The union and intersection operations, in a family of sets that is closed under these operations, automatically form a distributive lattice, and Birkhoff's representation theorem states that every finite distributive lattice can be formed in this way.
[1] The theorem can be interpreted as providing a one-to-one correspondence between distributive lattices and partial orders, between quasi-ordinal knowledge spaces and preorders, or between finite topological spaces and preorders.
For instance, the Boolean lattice defined from the family of all subsets of a finite set has this property.
Birkhoff's theorem states that in fact all finite distributive lattices can be obtained this way, and later generalizations of Birkhoff's theorem state a similar thing for infinite distributive lattices.
From any lower set L, one can recover the associated divisor by computing the least common multiple of the prime powers in L. Thus, the partial order on the five prime powers 2, 3, 4, 5, and 8 carries enough information to recover the entire original 16-element divisibility lattice.
Birkhoff's theorem states that this relation between the operations ∧ and ∨ of the lattice of divisors and the operations ∩ and ∪ of the associated sets of prime powers is not coincidental, and not dependent on the specific properties of prime numbers and divisibility: the elements of any finite distributive lattice may be associated with lower sets of a partial order in the same way.
Birkhoff's theorem states that any finite distributive lattice can be constructed in this way.
That is, there is a one-to-one order-preserving correspondence between elements of L and lower sets of the partial order.
Birkhoff's theorem, as stated above, is a correspondence between individual partial orders and distributive lattices.
[2] For, if ƒ is such a function, ƒ−1(0) forms a lower set, and conversely if L is a lower set one may define an order-preserving function ƒL that maps L to 0 and that maps the remaining elements of P to 1.
[3] Hilary Priestley showed that Stone's representation theorem could be interpreted as an extension of the idea of representing lattice elements by lower sets of a partial order, using Nachbin's idea of ordered topological spaces.
Stone spaces with an additional partial order linked with the topology via Priestley separation axiom can also be used to represent bounded distributive lattices.
Birkhoff's representation theorem may also be generalized to finite structures other than distributive lattices.

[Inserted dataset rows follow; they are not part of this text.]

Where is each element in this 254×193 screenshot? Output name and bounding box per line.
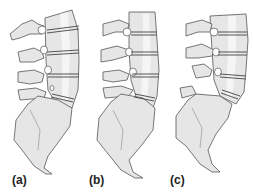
panel-label-b: (b) [89, 173, 104, 187]
panel-label-a: (a) [12, 173, 27, 187]
panel-label-c: (c) [170, 173, 185, 187]
lumbar-spine-illustration-a [0, 0, 84, 193]
lumbar-spine-illustration-b [85, 0, 169, 193]
spine-panel-a: (a) [0, 0, 84, 193]
spine-panel-b: (b) [85, 0, 169, 193]
spine-panel-c: (c) [166, 0, 250, 193]
lumbar-spine-illustration-c [166, 0, 254, 193]
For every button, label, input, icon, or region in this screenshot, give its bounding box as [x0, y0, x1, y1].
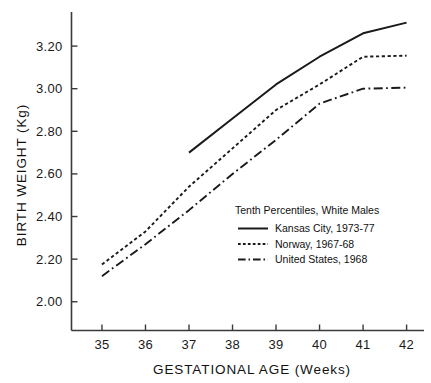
y-axis-group: 2.002.202.402.602.803.003.20: [36, 12, 78, 331]
legend-label-1: Norway, 1967-68: [275, 238, 354, 250]
y-axis-tick-labels: 2.002.202.402.602.803.003.20: [36, 39, 63, 310]
x-tick-label: 37: [181, 337, 196, 352]
chart-plot-area: 2.002.202.402.602.803.003.20 35363738394…: [0, 0, 431, 383]
y-tick-label: 2.40: [36, 209, 63, 224]
x-axis-title: GESTATIONAL AGE (Weeks): [153, 362, 351, 377]
y-axis-ticks: [72, 46, 78, 302]
y-tick-label: 2.20: [36, 252, 63, 267]
series-line-2: [102, 88, 407, 277]
legend-entry: United States, 1968: [238, 253, 367, 265]
legend-entries: Kansas City, 1973-77Norway, 1967-68Unite…: [238, 222, 375, 265]
y-tick-label: 2.60: [36, 166, 63, 181]
x-tick-label: 38: [225, 337, 240, 352]
x-axis-tick-labels: 3536373839404142: [94, 337, 414, 352]
legend-label-2: United States, 1968: [275, 253, 367, 265]
data-series-group: [102, 23, 407, 277]
legend-label-0: Kansas City, 1973-77: [275, 222, 375, 234]
x-tick-label: 41: [356, 337, 371, 352]
x-tick-label: 35: [94, 337, 109, 352]
y-tick-label: 3.00: [36, 81, 63, 96]
x-tick-label: 39: [269, 337, 284, 352]
y-tick-label: 2.80: [36, 124, 63, 139]
legend-entry: Kansas City, 1973-77: [238, 222, 375, 234]
x-axis-ticks: [102, 325, 407, 331]
x-axis-group: 3536373839404142: [72, 325, 425, 352]
y-tick-label: 3.20: [36, 39, 63, 54]
legend-title: Tenth Percentiles, White Males: [235, 204, 379, 216]
chart-legend: Tenth Percentiles, White Males Kansas Ci…: [235, 204, 379, 265]
x-tick-label: 36: [138, 337, 153, 352]
y-axis-title: BIRTH WEIGHT (Kg): [14, 104, 29, 246]
birth-weight-chart-figure: 2.002.202.402.602.803.003.20 35363738394…: [0, 0, 431, 383]
x-tick-label: 40: [312, 337, 327, 352]
y-tick-label: 2.00: [36, 294, 63, 309]
legend-entry: Norway, 1967-68: [238, 238, 354, 250]
x-tick-label: 42: [399, 337, 414, 352]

Finite median algebras and median graphs have a dual structure as the set of solutions of a 2-satisfiability instance; Barthélemy & Constantin (1993) formulate this structure equivalently as the family of initial stable sets in a mixed graph.
Equivalently, for a distributive lattice, the implication graph of the 2-satisfiability instance can be partitioned into two connected components, one on the positive variables of the instance and the other on the negative variables; the transitive closure of the positive component is the underlying partial order of the distributive lattice.
Another result analogous to Birkhoff's representation theorem, but applying to a broader class of lattices, is the theorem of Edelman (1980) that any finite join-distributive lattice may be represented as an antimatroid, a family of sets closed under unions but in which closure under intersections has been replaced by the property that each nonempty set has a removable element.